This debut novel by Shirlene Obuobi explores that time in your life when you must decide what you want, how to get it, and who you are, all while navigating love, friendship, and the realization that the path you’re traveling is going to be a bumpy ride.
Shirlene Obuobi’s bighearted debut novel is a genuine delight from start to finish. Her exploration of various types of love—platonic, familial and self—is particularly gratifying...A genuine delight from start to finish, On Rotation will appeal to fans of Rainbow Rowell, Talia Hibbert and Ali Hazelwood, and resonate with any reader who enjoys multicultural, multifaceted, inclusive love stories starring unapologetically strong and complex women.
As a third-year medical student, Ghanaian American narrator Angela Appiah practically wrote the textbook on firstborn-daughter expectations...At 25, Angie still has little room for failure under the watchful eyes of her parents, who expect nothing less than perfection...Author Obuobi, a physician and cartoonist, is in her wheelhouse chronicling the hectic, and sometimes solitary, life of a medical student...The often witty footnotes, frequently describing medical jargon or Ghanaian traditions, add an amusing flair to Angie’s personality, but the novel’s true strength shines in its more serious moments...Encounters with Ricky’s father, who’s overdosing on heroin, and a 15-year-old gunshot victim powerfully depict the heartbreaking realities that are commonplace in Angie's line of work and how her passion for helping people is where her true success lies...Guaranteed to make your heart beat faster.

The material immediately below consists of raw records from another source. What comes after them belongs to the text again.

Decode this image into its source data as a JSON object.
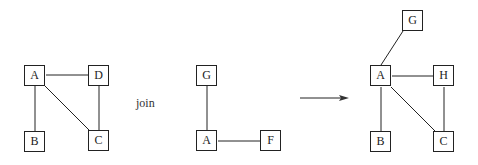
{
  "graphs": {
    "left": {
      "nodes": [
        "A",
        "D",
        "B",
        "C"
      ],
      "edges": [
        [
          "A",
          "D"
        ],
        [
          "A",
          "B"
        ],
        [
          "A",
          "C"
        ],
        [
          "D",
          "C"
        ]
      ]
    },
    "middle": {
      "nodes": [
        "G",
        "A",
        "F"
      ],
      "edges": [
        [
          "G",
          "A"
        ],
        [
          "A",
          "F"
        ]
      ]
    },
    "right": {
      "nodes": [
        "G",
        "A",
        "H",
        "B",
        "C"
      ],
      "edges": [
        [
          "G",
          "A"
        ],
        [
          "A",
          "H"
        ],
        [
          "A",
          "B"
        ],
        [
          "A",
          "C"
        ],
        [
          "H",
          "C"
        ]
      ]
    }
  },
  "operation_label": "join",
  "arrow": "result-arrow"
}
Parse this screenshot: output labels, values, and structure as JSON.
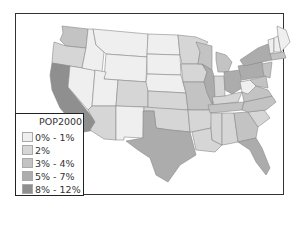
{
  "map": {
    "layer_name": "POP2000 as",
    "legend": [
      {
        "label": "0% - 1%",
        "color": "#efefef"
      },
      {
        "label": "2%",
        "color": "#d6d6d6"
      },
      {
        "label": "3% - 4%",
        "color": "#c3c3c3"
      },
      {
        "label": "5% - 7%",
        "color": "#acacac"
      },
      {
        "label": "8% - 12%",
        "color": "#8f8f8f"
      }
    ],
    "states": {
      "WA": "#c3c3c3",
      "OR": "#d6d6d6",
      "CA": "#8f8f8f",
      "NV": "#efefef",
      "ID": "#efefef",
      "MT": "#efefef",
      "WY": "#efefef",
      "UT": "#efefef",
      "AZ": "#d6d6d6",
      "CO": "#d6d6d6",
      "NM": "#efefef",
      "ND": "#efefef",
      "SD": "#efefef",
      "NE": "#efefef",
      "KS": "#d6d6d6",
      "OK": "#d6d6d6",
      "TX": "#acacac",
      "MN": "#d6d6d6",
      "IA": "#d6d6d6",
      "MO": "#c3c3c3",
      "AR": "#d6d6d6",
      "LA": "#d6d6d6",
      "WI": "#c3c3c3",
      "IL": "#acacac",
      "MI": "#c3c3c3",
      "IN": "#d6d6d6",
      "OH": "#acacac",
      "KY": "#d6d6d6",
      "TN": "#c3c3c3",
      "MS": "#d6d6d6",
      "AL": "#d6d6d6",
      "GA": "#c3c3c3",
      "FL": "#acacac",
      "SC": "#d6d6d6",
      "NC": "#c3c3c3",
      "VA": "#c3c3c3",
      "WV": "#efefef",
      "PA": "#acacac",
      "NY": "#acacac",
      "VT": "#efefef",
      "NH": "#efefef",
      "ME": "#efefef",
      "MA": "#c3c3c3",
      "NJ": "#c3c3c3",
      "MD": "#c3c3c3"
    }
  }
}
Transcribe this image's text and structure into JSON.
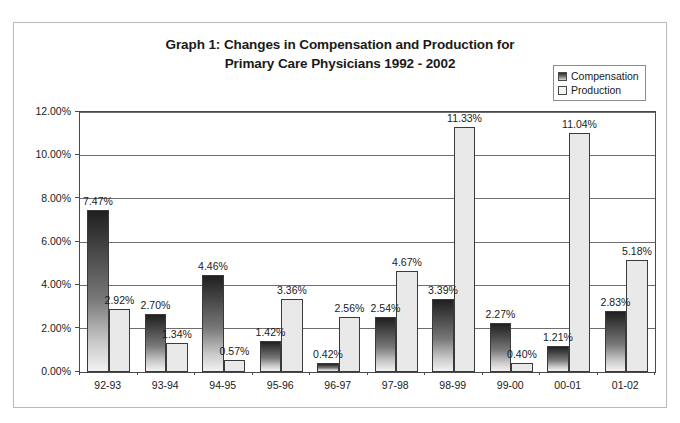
{
  "chart_data": {
    "type": "bar",
    "title": "Graph 1: Changes in Compensation and Production for Primary Care Physicians 1992 - 2002",
    "title_line1": "Graph 1: Changes in Compensation and Production for",
    "title_line2": "Primary Care Physicians 1992 - 2002",
    "xlabel": "",
    "ylabel": "",
    "ylim": [
      0,
      12
    ],
    "ytick_labels": [
      "0.00%",
      "2.00%",
      "4.00%",
      "6.00%",
      "8.00%",
      "10.00%",
      "12.00%"
    ],
    "ytick_values": [
      0,
      2,
      4,
      6,
      8,
      10,
      12
    ],
    "grid": "horizontal",
    "legend_position": "top-right",
    "categories": [
      "92-93",
      "93-94",
      "94-95",
      "95-96",
      "96-97",
      "97-98",
      "98-99",
      "99-00",
      "00-01",
      "01-02"
    ],
    "series": [
      {
        "name": "Compensation",
        "color": "#5a5a5a",
        "values": [
          7.47,
          2.7,
          4.46,
          1.42,
          0.42,
          2.54,
          3.39,
          2.27,
          1.21,
          2.83
        ],
        "labels": [
          "7.47%",
          "2.70%",
          "4.46%",
          "1.42%",
          "0.42%",
          "2.54%",
          "3.39%",
          "2.27%",
          "1.21%",
          "2.83%"
        ]
      },
      {
        "name": "Production",
        "color": "#e9e9e9",
        "values": [
          2.92,
          1.34,
          0.57,
          3.36,
          2.56,
          4.67,
          11.33,
          0.4,
          11.04,
          5.18
        ],
        "labels": [
          "2.92%",
          "1.34%",
          "0.57%",
          "3.36%",
          "2.56%",
          "4.67%",
          "11.33%",
          "0.40%",
          "11.04%",
          "5.18%"
        ]
      }
    ]
  },
  "legend": {
    "items": [
      {
        "label": "Compensation",
        "swatch": "compensation-swatch"
      },
      {
        "label": "Production",
        "swatch": "production-swatch"
      }
    ]
  }
}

This engrossing debut from ShirlyWhirl cartoonist and cardiology fellow Obuobi captures the life of a third-year Ghanaian American medical student in Chicago...Shortly after Angie Appiah’s first boyfriend, Frederick, leaves her, she meets graphic designer Ricky Gutiérrez...He’s handsome and thoughtful, and they connect over indie music and anime, but she’s not ready to let her guard down, even if he already has a girlfriend and just wants to be friends...Angie frets that a relationship might be a distraction from her goals and worries her overbearing parents wouldn’t accept Ricky for not being Ghanaian and for his lower economic status...Obuobi is particularly talented at articulating her characters’ difficult feelings (Angie’s take on Frederick’s breakup strategy: 'He’d been mean, when all he had to do was be honest'), as Angie tries to make the best decisions for her life...This effervescent story is a treat.